Arika have been creating events since 2001. The Archive is space to share the documentation of our work, over 600 events from the past 20 years. Browse the archive by event, artists and collections, explore using theme pairs, or use the index for a comprehensive overview.
Discussion with David Keenan: an author, critic and musician based in Glasgow, Scotland. He is best known for the reviews and features he has contributed to The Wire.
Long Stringed Instrument performance involving up to 100 wires strung in tension over a 40m arch.
A historical narrative of the black and latino/a transgender, bisexual, lesbian, and gay House and Ballroom Scene in relation to its artistic practices.
A changing pool of people (40 or so at a time – artists, audiences, etc) talk for 90 minutes in a simultaneous series of open-ended round-table discussions, structured like speed dating, and mixed live as both a concert and for radio broadcast.
Noise music for the eyes. A 6 screen 16mm projection performance of intense audio and visual stimulus.
By focusing on the things that most people don’t notice or pass by uncaring – Steve Roden crafts gentle, sparse and metaphorically loaded compositions.
A programme of discontinuity between narration, text and image. Including Manual Saiz’s employment of John Malkovich’s Spanish dubbing double and Peter Rose’s absurdly hilarious concrete poetry subtitling chaos.
Former street performer, organist, performance artist, circus performer, harpist, accordion player, tree surgeon and tricyclist performing solo.
A Festival supporting the struggle for Sex Workers’ Rights: share knowledge, discuss, dance and strategise!
A saxophone. Handheld fans. Shrill squeaks. Splutters, gargling. An incredible diversity of sounds, intensely focused by an inventive musician.
This programme takes human subjects as the focus for sound and image construction.
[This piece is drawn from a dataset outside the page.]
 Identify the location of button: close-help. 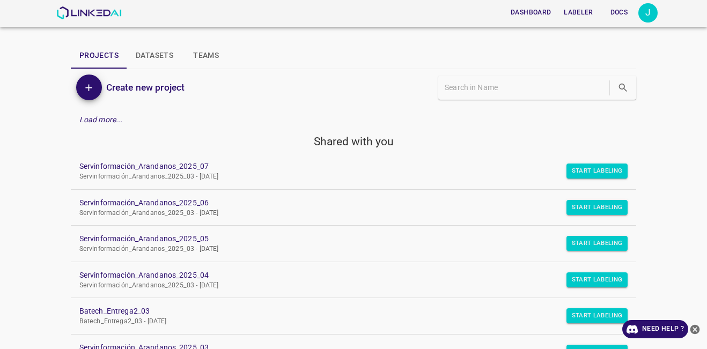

And it includes a couple of masterpieces of experimental film: Paul Sharits’ deeply empathetic interpretation of epilepsy and Peter Kubelka’s Webern inspired abstract portrait of Arnulf Rainer.
Transfeminist and revolutionary poetry, voice and timbral abstraction: a sounding and spatialising of reparative sonic and somatic practices that can speak back to violent histories of expropriation and ecocide.